Big Leaf Maple-Day 46
The maples in the Hoh Rainforest are festooned with moss and ferns.
Stately queens draped in verdant, living finery.
I found these two sisters leaning their heads toward each other whispering secrets on the breeze.
Of course, the path beckoned right through their outstretched arms.
I would like to pass that way again.
When I lived in Seattle, back in the early sixties when I was only six or maybe seven, my father took us to the Hoh Rainforest. Even now, I can close my eyes and feel the path beneath my small feet, spongy, like walking across the back of some gigantic sleeping creature. Perhaps, a rain dragon covered in moss or maybe a huge sloth curled beneath the maples and swaying spruce.
Great veils of lichen and lacy moss fell from the shoulders of the mighty trees. The forest glowed with that hazy green light that belongs to old places. Spooked, I remember the delicious tremble in my knees as I trailed behind my parents, trying not to get lost and entangled in the living labyrinth where life sprouted from every crevice and hung from every limb.
Later, on Vashon Island, not quite in my early sixties, there was Grandmother Maple, holding court in the meadow outside my door with her matriarchal bearing and gentle rule. She wore a regal gown of spring-green beak moss embellished with a grand tunic of variegated emerald sphagnum. Like epaulets, fairy ferns rose from the many shoulders of her twisting trunk.
Maple enclaves are intimate and mysterious, they inspire tiptoeing awe and an expectation of fairies. They are best friends of Wind with their winged seeds and freewheeling leaves. Sometimes, early in the morning, when the breezes gave them voice, I could hear them discussing autumn fashions, debating crimson versus scarlet and the merits of golden highlights in their foliage this season.
Walking through forests, I always find myself walking through time.
And walking through the Hoh a few years ago, I heard the ancient stories moving through the trees on the tongues of the breeze and realized, startled, that some of the tales belonged to me.
.A few years ago I undertook the 100 Day Project.
Each morning I would sit down with paper, paint, and a question:
Who wants to speak through me today?
As I devoted myself to this practice, I began to understand these small paintings as votive offerings to the living world — simple acts of devotion made with gouache, ink, and lustrous gold paint.
In the evenings I would sit with the day’s painting and write a short reflection about the life of that being, about the ways our lives intersect, or about what I was learning by paying attention.
I have returned to these pieces since, tending and enlarging them, listening for the deeper currents as they slowly gather into a book.
For the next while, I will be sharing these paintings and devotional reflections here on Fridays. Taken together, they form a quiet record of one hundred days spent listening closely to the living world.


Work to complete:
Isolate every line in the records below with "section" in it.

Extracted data entries:

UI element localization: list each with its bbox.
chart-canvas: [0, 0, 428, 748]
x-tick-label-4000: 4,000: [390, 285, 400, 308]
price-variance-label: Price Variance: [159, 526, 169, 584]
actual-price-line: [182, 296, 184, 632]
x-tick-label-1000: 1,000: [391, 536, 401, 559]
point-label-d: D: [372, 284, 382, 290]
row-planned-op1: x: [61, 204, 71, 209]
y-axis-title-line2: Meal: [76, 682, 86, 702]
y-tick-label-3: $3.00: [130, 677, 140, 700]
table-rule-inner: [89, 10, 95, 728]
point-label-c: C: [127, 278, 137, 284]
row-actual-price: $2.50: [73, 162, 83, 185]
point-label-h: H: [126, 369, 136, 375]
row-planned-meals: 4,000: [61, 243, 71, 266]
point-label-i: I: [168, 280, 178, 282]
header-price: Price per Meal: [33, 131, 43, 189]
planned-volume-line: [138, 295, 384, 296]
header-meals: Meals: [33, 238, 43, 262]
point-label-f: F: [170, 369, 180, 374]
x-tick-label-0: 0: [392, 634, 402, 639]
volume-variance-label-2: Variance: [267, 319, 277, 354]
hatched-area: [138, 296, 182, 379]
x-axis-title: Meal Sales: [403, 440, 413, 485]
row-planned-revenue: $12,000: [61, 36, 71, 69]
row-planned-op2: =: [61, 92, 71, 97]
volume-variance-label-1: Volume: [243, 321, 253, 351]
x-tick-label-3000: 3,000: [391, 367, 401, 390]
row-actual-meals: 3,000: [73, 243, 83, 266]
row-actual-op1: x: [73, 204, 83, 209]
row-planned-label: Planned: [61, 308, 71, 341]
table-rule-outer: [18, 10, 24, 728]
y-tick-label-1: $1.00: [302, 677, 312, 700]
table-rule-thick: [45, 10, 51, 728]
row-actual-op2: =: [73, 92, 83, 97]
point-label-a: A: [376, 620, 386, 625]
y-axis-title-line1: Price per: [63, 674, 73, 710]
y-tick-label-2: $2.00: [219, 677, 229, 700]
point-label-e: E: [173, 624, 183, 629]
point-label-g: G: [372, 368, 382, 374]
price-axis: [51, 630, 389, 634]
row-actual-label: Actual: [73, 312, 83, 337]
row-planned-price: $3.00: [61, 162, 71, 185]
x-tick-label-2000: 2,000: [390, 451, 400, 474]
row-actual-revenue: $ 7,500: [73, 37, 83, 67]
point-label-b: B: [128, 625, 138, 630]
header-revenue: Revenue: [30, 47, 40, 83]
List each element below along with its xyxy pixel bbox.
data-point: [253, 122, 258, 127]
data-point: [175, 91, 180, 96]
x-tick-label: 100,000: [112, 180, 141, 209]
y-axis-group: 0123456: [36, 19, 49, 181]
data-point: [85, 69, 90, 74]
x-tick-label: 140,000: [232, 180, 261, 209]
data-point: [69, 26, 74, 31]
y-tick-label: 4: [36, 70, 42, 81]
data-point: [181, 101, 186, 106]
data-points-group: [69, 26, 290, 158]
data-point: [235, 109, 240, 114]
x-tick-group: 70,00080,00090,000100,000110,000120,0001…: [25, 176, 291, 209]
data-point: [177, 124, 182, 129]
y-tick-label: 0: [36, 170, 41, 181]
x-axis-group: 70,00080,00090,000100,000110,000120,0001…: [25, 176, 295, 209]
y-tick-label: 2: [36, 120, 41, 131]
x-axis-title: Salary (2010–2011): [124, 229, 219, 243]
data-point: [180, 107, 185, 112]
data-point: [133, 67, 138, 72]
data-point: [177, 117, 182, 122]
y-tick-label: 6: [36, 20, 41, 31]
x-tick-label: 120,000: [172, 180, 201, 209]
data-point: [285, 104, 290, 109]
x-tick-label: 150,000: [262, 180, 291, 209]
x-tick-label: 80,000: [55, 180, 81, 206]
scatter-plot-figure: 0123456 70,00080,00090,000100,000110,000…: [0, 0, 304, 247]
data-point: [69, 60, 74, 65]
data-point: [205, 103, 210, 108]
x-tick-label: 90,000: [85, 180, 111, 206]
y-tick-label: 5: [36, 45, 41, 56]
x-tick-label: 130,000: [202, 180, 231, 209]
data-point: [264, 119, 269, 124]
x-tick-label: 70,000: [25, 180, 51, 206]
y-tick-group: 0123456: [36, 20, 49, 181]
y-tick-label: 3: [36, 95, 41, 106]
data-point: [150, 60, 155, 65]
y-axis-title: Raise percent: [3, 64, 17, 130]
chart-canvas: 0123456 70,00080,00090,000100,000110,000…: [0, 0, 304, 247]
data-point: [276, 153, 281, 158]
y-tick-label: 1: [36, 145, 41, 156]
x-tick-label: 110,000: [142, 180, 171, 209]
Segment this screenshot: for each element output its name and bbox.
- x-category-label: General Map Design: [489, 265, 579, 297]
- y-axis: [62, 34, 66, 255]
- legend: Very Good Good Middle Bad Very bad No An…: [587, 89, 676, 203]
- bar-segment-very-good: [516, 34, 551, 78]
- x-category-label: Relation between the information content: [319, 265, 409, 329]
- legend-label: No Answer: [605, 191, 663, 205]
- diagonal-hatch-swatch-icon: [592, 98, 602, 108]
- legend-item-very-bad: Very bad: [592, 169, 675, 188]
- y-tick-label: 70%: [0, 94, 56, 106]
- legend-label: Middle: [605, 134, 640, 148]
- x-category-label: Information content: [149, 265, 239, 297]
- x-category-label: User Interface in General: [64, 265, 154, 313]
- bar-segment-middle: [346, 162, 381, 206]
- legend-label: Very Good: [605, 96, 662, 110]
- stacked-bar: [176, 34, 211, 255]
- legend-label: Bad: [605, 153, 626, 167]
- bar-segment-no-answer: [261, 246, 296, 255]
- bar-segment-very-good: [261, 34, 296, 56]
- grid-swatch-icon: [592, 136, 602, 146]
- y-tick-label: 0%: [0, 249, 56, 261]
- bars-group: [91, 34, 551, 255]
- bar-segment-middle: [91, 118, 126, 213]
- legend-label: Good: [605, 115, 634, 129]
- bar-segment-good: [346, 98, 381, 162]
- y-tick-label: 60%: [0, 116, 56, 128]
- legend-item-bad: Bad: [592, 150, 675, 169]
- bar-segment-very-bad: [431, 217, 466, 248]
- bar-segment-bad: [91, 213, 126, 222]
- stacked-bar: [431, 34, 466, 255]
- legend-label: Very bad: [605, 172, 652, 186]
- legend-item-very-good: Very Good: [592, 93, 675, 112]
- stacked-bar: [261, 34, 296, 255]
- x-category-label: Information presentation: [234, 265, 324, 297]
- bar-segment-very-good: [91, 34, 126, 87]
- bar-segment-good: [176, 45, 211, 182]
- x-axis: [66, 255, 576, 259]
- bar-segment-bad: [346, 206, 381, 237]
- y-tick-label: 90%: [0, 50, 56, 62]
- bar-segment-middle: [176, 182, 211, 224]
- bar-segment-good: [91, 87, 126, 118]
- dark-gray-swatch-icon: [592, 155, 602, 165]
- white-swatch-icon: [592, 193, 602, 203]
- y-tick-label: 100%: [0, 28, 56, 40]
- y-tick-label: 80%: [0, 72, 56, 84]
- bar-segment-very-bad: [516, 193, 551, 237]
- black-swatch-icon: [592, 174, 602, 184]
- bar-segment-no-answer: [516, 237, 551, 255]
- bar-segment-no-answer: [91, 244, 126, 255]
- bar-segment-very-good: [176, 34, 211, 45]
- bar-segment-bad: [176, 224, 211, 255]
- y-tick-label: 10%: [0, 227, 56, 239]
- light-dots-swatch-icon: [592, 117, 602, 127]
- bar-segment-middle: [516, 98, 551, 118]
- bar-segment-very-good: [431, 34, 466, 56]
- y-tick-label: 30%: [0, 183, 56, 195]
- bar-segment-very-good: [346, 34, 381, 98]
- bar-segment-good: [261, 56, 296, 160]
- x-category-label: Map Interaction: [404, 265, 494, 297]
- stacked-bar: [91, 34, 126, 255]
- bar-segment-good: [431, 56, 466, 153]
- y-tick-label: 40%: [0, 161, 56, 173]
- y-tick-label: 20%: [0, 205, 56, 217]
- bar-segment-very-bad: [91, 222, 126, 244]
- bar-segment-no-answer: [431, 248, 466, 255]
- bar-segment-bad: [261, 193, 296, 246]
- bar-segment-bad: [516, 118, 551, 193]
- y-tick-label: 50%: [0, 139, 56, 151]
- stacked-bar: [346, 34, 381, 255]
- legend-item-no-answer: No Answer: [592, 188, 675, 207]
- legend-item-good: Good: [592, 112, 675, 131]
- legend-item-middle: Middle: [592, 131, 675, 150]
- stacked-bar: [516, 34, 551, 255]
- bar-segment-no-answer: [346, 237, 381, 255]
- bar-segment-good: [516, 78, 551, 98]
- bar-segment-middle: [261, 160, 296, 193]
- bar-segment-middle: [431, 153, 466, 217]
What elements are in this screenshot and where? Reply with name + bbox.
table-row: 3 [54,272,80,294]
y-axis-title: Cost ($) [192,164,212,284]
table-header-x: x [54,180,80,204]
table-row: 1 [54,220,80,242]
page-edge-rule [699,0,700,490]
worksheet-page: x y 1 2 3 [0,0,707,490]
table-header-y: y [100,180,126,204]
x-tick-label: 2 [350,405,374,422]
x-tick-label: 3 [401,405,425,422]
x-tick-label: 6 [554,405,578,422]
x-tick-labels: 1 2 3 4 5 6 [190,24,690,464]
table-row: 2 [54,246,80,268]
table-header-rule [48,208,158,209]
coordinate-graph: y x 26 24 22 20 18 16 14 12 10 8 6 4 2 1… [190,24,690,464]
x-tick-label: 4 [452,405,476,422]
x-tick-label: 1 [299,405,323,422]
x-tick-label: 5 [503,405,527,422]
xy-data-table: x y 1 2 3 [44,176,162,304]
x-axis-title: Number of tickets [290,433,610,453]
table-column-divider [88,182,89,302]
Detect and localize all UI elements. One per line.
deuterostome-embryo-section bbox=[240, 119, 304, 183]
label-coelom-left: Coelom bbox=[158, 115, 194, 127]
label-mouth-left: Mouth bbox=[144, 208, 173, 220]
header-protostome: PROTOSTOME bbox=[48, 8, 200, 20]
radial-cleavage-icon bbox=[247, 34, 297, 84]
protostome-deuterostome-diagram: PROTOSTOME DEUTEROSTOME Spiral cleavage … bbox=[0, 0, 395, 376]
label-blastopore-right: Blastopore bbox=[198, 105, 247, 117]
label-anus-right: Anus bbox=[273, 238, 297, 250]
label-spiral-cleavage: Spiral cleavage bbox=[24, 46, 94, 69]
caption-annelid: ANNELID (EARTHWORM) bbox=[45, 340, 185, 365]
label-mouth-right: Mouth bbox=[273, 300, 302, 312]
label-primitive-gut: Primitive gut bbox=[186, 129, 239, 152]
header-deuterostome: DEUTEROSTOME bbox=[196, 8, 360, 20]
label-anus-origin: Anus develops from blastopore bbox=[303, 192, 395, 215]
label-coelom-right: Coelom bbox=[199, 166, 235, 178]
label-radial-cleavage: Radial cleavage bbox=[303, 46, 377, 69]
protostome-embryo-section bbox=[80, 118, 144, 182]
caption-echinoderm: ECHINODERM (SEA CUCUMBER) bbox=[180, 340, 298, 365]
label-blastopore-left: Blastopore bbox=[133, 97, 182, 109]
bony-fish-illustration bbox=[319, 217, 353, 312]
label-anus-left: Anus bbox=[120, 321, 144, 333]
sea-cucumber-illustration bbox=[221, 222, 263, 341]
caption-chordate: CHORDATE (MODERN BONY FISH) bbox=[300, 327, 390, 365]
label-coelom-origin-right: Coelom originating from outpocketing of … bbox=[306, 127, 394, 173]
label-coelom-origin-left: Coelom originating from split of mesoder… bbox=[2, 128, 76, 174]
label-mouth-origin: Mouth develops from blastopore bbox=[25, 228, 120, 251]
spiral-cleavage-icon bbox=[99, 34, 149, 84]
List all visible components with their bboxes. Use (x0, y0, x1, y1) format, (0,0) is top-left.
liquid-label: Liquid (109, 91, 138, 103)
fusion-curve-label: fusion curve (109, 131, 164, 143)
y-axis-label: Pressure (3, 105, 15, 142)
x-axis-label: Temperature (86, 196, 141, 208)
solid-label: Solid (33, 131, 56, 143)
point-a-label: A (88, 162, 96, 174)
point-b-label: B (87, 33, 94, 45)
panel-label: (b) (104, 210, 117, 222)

Solution for this task:
deuterostome-embryo-section bbox=[240, 119, 304, 183]
protostome-embryo-section bbox=[80, 118, 144, 182]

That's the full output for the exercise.